In Focus

Empowering African girls and women for life Empowering African girls and women for life
A key concern of the African education sector today is ensuring that education programmes equip young Africans with the ideal combination of knowledge and practical skills for the transition to productive adult life. With the gross enrolment ratio in…

Voices

Giving young women a second chance – the FAWE technical skills programme Giving young women a second chance – the FAWE technical skills programme
Education helps the most vulnerable people transform their lives. Twenty-four year old Estelle Bangura from Sierra Leone is living proof of this.

Hantsambou Primary School, Comoros

Established 2004

  • 103 female students  
  • 138 male students
  • 7 teachers

2009

  • 81 female students  
  • 108 male students
  • 6 teachers

Challenges

  • Poverty

COE components

  • Bursaries for underprivileged students
  • Gender-Responsive Pedagogy training for teachers
  • Malaria sensitisation

Outcomes since creation

  • 58.3% improvement in performance in national exams
  • 69.38% improvement in performance in end-of-year school exams
  • 100% improvement in retention rates for girls
  • 100% reduction in schoolgirl pregnancy rates
  • 100% reduction in sexual harassment
  • 2.46% of girls in school committees and other leadership roles

Girls are empowered to:

  • Be self-confident
  • Solve problems autonomously

Boys are empowered to:

  • Work together for the development of the school

"It is because of FAWECOM and its advice, the opening of a Centre of Excellence and the construction of toilets that I didn’t leave school."

Anziza Bakar
14 years

"I wanted to leave school but thanks to FAWECOM who opened a Centre of Excellence for us, I have understood the importance of school and now I go to class as I should."

Said Bakar Soilih
13 years

"Since our school was first opened in 1977 with around 30 students, a quarter of whom were girls, it has been an ordinary school like other schools with a low level of academic success for girls. But in 2007 things changed because of FAWE and its strategic plan to increase access and improve retention and the quality of education for girls. The immediate result of the COE is an improvement in end-of-year school results; the group work within the school; and the constant collective work between the school management and the village community."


#### What you need to do:
The records that follow are to be copied word for word. Pictures should be omitted.

*** Opening Extracted data ***

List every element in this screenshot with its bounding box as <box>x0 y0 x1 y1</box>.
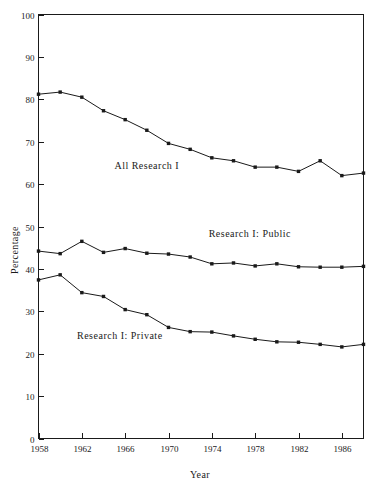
data-point-marker <box>318 266 321 269</box>
y-tick-label: 20 <box>26 350 36 360</box>
data-point-marker <box>253 338 256 341</box>
data-point-marker <box>297 341 300 344</box>
series-line <box>39 241 364 267</box>
y-tick-label: 80 <box>26 95 36 105</box>
series-line <box>39 92 364 176</box>
data-point-marker <box>188 148 191 151</box>
data-point-marker <box>340 345 343 348</box>
data-point-marker <box>253 165 256 168</box>
x-tick-label: 1970 <box>161 444 180 454</box>
data-point-marker <box>362 343 365 346</box>
data-point-marker <box>37 249 40 252</box>
y-tick-label: 70 <box>26 138 36 148</box>
data-point-marker <box>167 252 170 255</box>
x-axis-title: Year <box>190 469 210 480</box>
line-chart: 0102030405060708090100 19581962196619701… <box>0 0 379 487</box>
data-point-marker <box>275 262 278 265</box>
data-point-marker <box>232 261 235 264</box>
data-point-marker <box>275 165 278 168</box>
data-point-marker <box>362 171 365 174</box>
data-point-marker <box>145 313 148 316</box>
y-tick-label: 100 <box>21 11 35 21</box>
data-point-marker <box>37 278 40 281</box>
data-point-marker <box>123 247 126 250</box>
data-point-marker <box>167 326 170 329</box>
data-point-marker <box>123 308 126 311</box>
data-point-marker <box>145 129 148 132</box>
data-point-marker <box>210 262 213 265</box>
data-series <box>37 240 365 269</box>
data-point-marker <box>318 159 321 162</box>
data-point-marker <box>188 330 191 333</box>
data-point-marker <box>80 291 83 294</box>
y-tick-label: 90 <box>26 53 36 63</box>
data-point-marker <box>102 109 105 112</box>
data-series <box>37 90 365 177</box>
data-point-marker <box>210 330 213 333</box>
data-point-marker <box>297 170 300 173</box>
axis-rectangle <box>39 15 364 439</box>
y-axis-title: Percentage <box>9 226 20 274</box>
y-tick-label: 60 <box>26 180 36 190</box>
data-point-marker <box>210 156 213 159</box>
data-point-marker <box>123 118 126 121</box>
data-point-marker <box>318 343 321 346</box>
data-point-marker <box>297 265 300 268</box>
y-tick-label: 10 <box>26 392 36 402</box>
data-point-marker <box>362 265 365 268</box>
y-tick-label: 50 <box>26 223 36 233</box>
x-axis-ticks: 19581962196619701974197819821986 <box>31 433 353 454</box>
data-point-marker <box>232 334 235 337</box>
data-point-marker <box>37 93 40 96</box>
y-axis-ticks: 0102030405060708090100 <box>21 11 44 445</box>
data-point-marker <box>102 251 105 254</box>
data-point-marker <box>232 159 235 162</box>
x-tick-label: 1982 <box>291 444 309 454</box>
data-point-marker <box>145 252 148 255</box>
data-point-marker <box>340 266 343 269</box>
data-point-marker <box>275 340 278 343</box>
chart-figure: 0102030405060708090100 19581962196619701… <box>0 0 379 487</box>
data-point-marker <box>58 252 61 255</box>
data-point-marker <box>102 295 105 298</box>
series-label: Research I: Private <box>77 330 163 341</box>
data-point-marker <box>253 264 256 267</box>
series-annotations: All Research IResearch I: PublicResearch… <box>77 160 291 341</box>
y-tick-label: 30 <box>26 307 36 317</box>
data-point-marker <box>80 95 83 98</box>
data-point-marker <box>80 240 83 243</box>
x-tick-label: 1974 <box>204 444 223 454</box>
x-tick-label: 1966 <box>117 444 136 454</box>
data-point-marker <box>188 255 191 258</box>
x-tick-label: 1958 <box>31 444 50 454</box>
data-point-marker <box>58 273 61 276</box>
data-point-marker <box>58 90 61 93</box>
data-point-marker <box>167 142 170 145</box>
series-layer <box>37 90 365 348</box>
series-label: Research I: Public <box>209 228 291 239</box>
series-label: All Research I <box>114 160 179 171</box>
x-tick-label: 1978 <box>247 444 266 454</box>
data-point-marker <box>340 174 343 177</box>
x-tick-label: 1986 <box>334 444 353 454</box>
x-tick-label: 1962 <box>74 444 92 454</box>
y-tick-label: 40 <box>26 265 36 275</box>
plot-frame <box>39 15 364 439</box>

*** Closing Extracted data ***

#### Exercise response:
List every element in this screenshot with its bounding box as <box>x0 y0 x1 y1</box>.
data-point-marker <box>318 266 321 269</box>
y-tick-label: 20 <box>26 350 36 360</box>
data-point-marker <box>253 338 256 341</box>
data-point-marker <box>297 341 300 344</box>
series-line <box>39 241 364 267</box>
y-tick-label: 80 <box>26 95 36 105</box>
series-line <box>39 92 364 176</box>
data-point-marker <box>188 148 191 151</box>
data-point-marker <box>340 345 343 348</box>
data-point-marker <box>253 165 256 168</box>
x-tick-label: 1970 <box>161 444 180 454</box>
data-point-marker <box>362 343 365 346</box>
data-point-marker <box>37 249 40 252</box>
y-tick-label: 70 <box>26 138 36 148</box>
data-point-marker <box>167 252 170 255</box>
x-axis-title: Year <box>190 469 210 480</box>
line-chart: 0102030405060708090100 19581962196619701… <box>0 0 379 487</box>
data-point-marker <box>275 262 278 265</box>
data-point-marker <box>232 261 235 264</box>
data-point-marker <box>275 165 278 168</box>
data-point-marker <box>362 171 365 174</box>
data-point-marker <box>145 313 148 316</box>
y-tick-label: 100 <box>21 11 35 21</box>
data-point-marker <box>37 278 40 281</box>
data-point-marker <box>123 247 126 250</box>
data-point-marker <box>167 326 170 329</box>
data-point-marker <box>123 308 126 311</box>
data-point-marker <box>145 129 148 132</box>
data-point-marker <box>210 262 213 265</box>
data-series <box>37 240 365 269</box>
data-point-marker <box>318 159 321 162</box>
data-point-marker <box>188 330 191 333</box>
data-point-marker <box>80 291 83 294</box>
y-tick-label: 90 <box>26 53 36 63</box>
data-point-marker <box>102 109 105 112</box>
data-series <box>37 90 365 177</box>
data-point-marker <box>210 330 213 333</box>
data-point-marker <box>297 170 300 173</box>
axis-rectangle <box>39 15 364 439</box>
y-axis-title: Percentage <box>9 226 20 274</box>
y-tick-label: 60 <box>26 180 36 190</box>
data-point-marker <box>210 156 213 159</box>
data-point-marker <box>123 118 126 121</box>
data-point-marker <box>318 343 321 346</box>
data-point-marker <box>297 265 300 268</box>
y-tick-label: 10 <box>26 392 36 402</box>
data-point-marker <box>362 265 365 268</box>
y-tick-label: 50 <box>26 223 36 233</box>
x-axis-ticks: 19581962196619701974197819821986 <box>31 433 353 454</box>
data-point-marker <box>232 334 235 337</box>
data-point-marker <box>37 93 40 96</box>
y-axis-ticks: 0102030405060708090100 <box>21 11 44 445</box>
data-point-marker <box>102 251 105 254</box>
data-point-marker <box>232 159 235 162</box>
x-tick-label: 1982 <box>291 444 309 454</box>
data-point-marker <box>145 252 148 255</box>
data-point-marker <box>340 266 343 269</box>
data-point-marker <box>275 340 278 343</box>
chart-figure: 0102030405060708090100 19581962196619701… <box>0 0 379 487</box>
data-point-marker <box>58 252 61 255</box>
data-point-marker <box>102 295 105 298</box>
series-label: Research I: Private <box>77 330 163 341</box>
data-point-marker <box>253 264 256 267</box>
series-annotations: All Research IResearch I: PublicResearch… <box>77 160 291 341</box>
y-tick-label: 30 <box>26 307 36 317</box>
data-point-marker <box>80 95 83 98</box>
data-point-marker <box>80 240 83 243</box>
x-tick-label: 1974 <box>204 444 223 454</box>
x-tick-label: 1966 <box>117 444 136 454</box>
data-point-marker <box>188 255 191 258</box>
x-tick-label: 1958 <box>31 444 50 454</box>
data-point-marker <box>58 273 61 276</box>
data-point-marker <box>58 90 61 93</box>
data-point-marker <box>167 142 170 145</box>
series-layer <box>37 90 365 348</box>
series-label: Research I: Public <box>209 228 291 239</box>
series-label: All Research I <box>114 160 179 171</box>
x-tick-label: 1978 <box>247 444 266 454</box>
data-point-marker <box>340 174 343 177</box>
x-tick-label: 1986 <box>334 444 353 454</box>
x-tick-label: 1962 <box>74 444 92 454</box>
y-tick-label: 40 <box>26 265 36 275</box>
plot-frame <box>39 15 364 439</box>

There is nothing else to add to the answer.